Eliza O’Neill, Lady Becher – Actress of Renoun

Miss O’Neill (eventually Lady Becher) was born in Ireland about the year 1791 and died at Mallow in September 1872. The following interesting details concerning her career are extracted from Sir Bernard Burke’s “Family Romance”

…..Her father, Mr John O’Neill , was at the time of her birth the manager of a strolling company, whose wanderings were pretty extensive, being bounded on the south by the ocean at Kinsale, and on the north by the Giants’ Causeway. Her mother’s maiden name was Featherstone, and to her care the future tragedian was chiefly indebted for her education. She made her first essay as the little Duke of York in Shakespeare’s King Richard the Third, her father playing the part of the crook-backed tyrant. Such was the admiration excited by her talent, that she proved no small pecuniary advantage to her family. Continue reading “Eliza O’Neill, Lady Becher – Actress of Renoun”
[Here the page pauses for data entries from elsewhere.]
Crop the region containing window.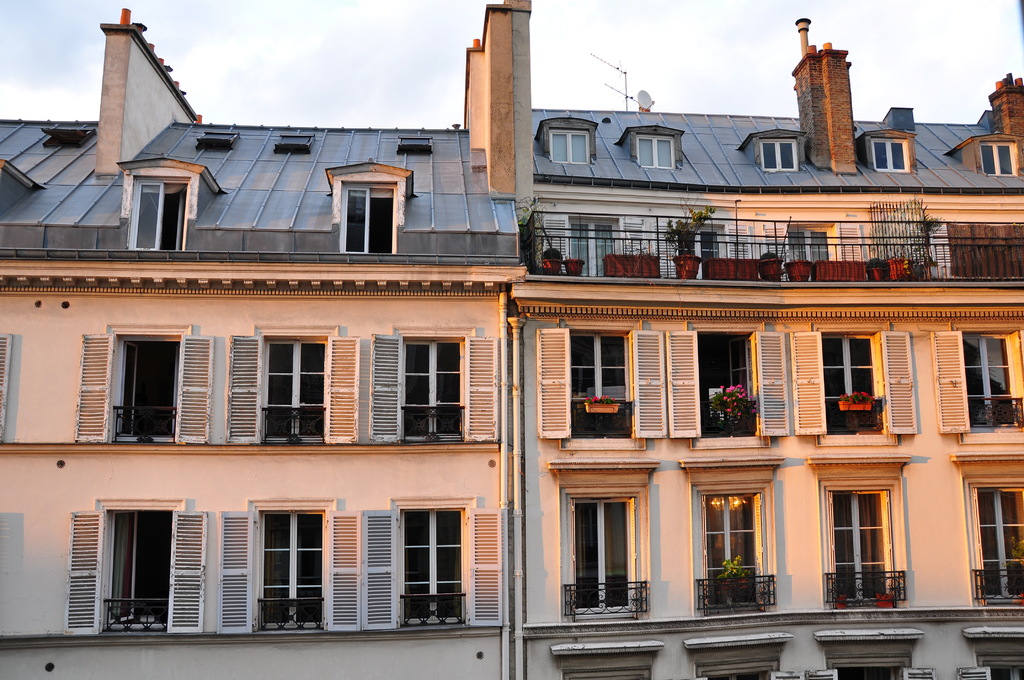
Crop region: box(959, 325, 1023, 442).
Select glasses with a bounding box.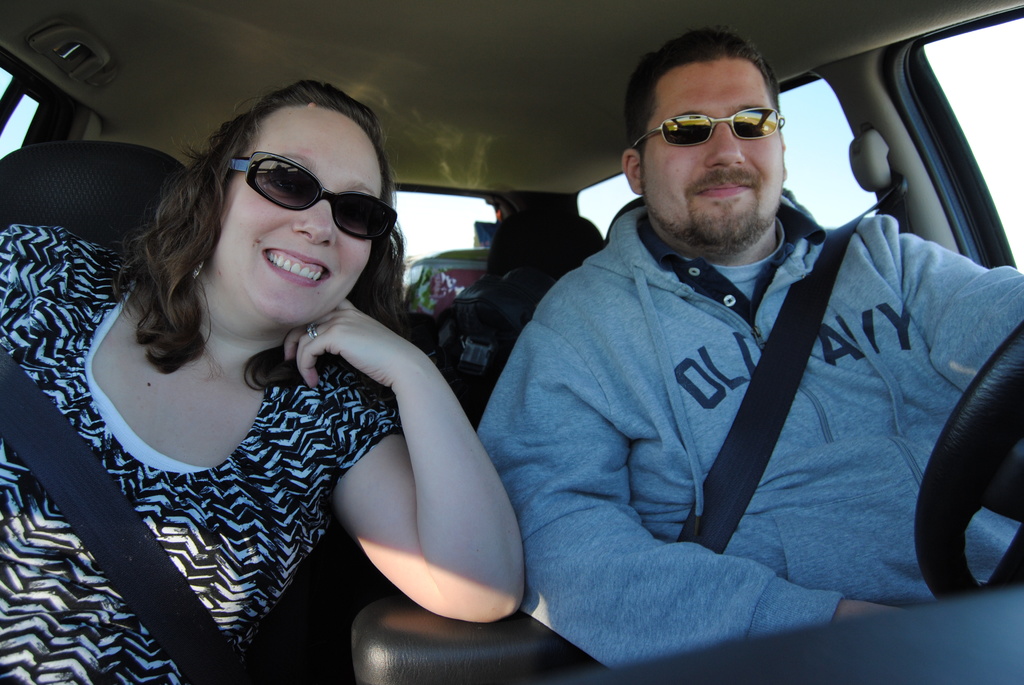
rect(228, 149, 395, 241).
Perceval – Earls of Egmont

The first member of the Perceval family who settled in Ireland was Richard, eldest son of George Perceval Lord of Tykenham and Rolleston. He was born in Somerset in 1550 and educated at St Paul’s Westminister and Lincoln’s Inn where brilliance as a student was only matched by his dissipated and disorderly conduct. His father cut him off from his inheritances when he married a Miss Young of Dorset. He quickly acquired a large family and took himself off for Spain at the age of a effort to support them.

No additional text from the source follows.